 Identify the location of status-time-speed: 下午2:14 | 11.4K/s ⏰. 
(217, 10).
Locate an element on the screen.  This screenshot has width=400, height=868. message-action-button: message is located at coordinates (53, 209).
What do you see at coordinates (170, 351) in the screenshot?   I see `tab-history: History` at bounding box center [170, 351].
^^^^^^^^^^^^^^^^
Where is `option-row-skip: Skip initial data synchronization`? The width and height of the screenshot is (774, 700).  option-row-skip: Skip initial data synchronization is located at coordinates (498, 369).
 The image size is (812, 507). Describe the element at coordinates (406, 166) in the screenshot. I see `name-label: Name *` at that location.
^^^^^^^^^^^^^^^^
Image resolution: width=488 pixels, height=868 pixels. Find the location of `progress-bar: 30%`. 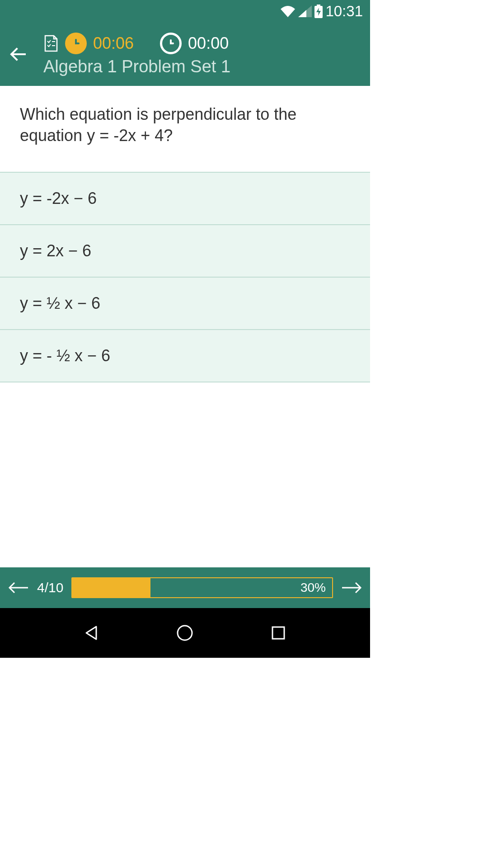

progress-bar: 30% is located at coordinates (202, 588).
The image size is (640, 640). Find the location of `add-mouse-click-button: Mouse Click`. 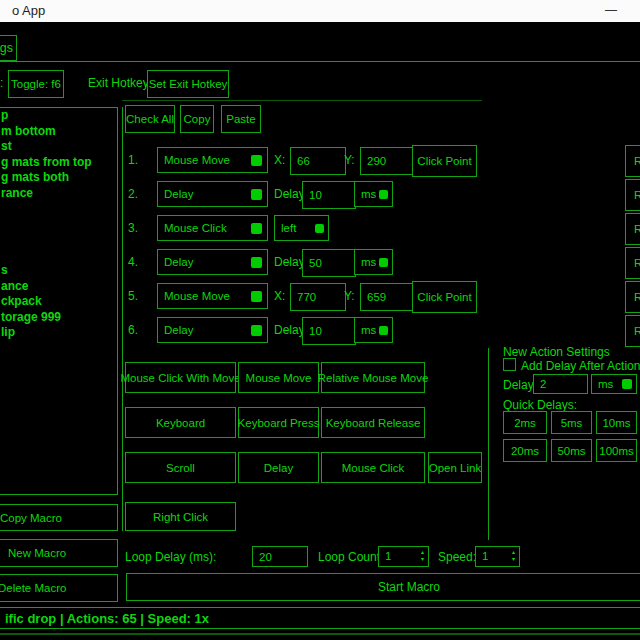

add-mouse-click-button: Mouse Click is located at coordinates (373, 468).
^^^^^^^^^^^^^^^^
▶ [TO DO] For this exercise, output exactly the lines above from the line with "Identify the location" to the line with "What do you", counting both, and leave out the rest.

▶ [ANSWER AREA]
 Identify the location of status-time-speed: 下午2:14 | 11.4K/s ⏰. 
(217, 10).
Locate an element on the screen.  This screenshot has width=400, height=868. message-action-button: message is located at coordinates (53, 209).
What do you see at coordinates (170, 351) in the screenshot?   I see `tab-history: History` at bounding box center [170, 351].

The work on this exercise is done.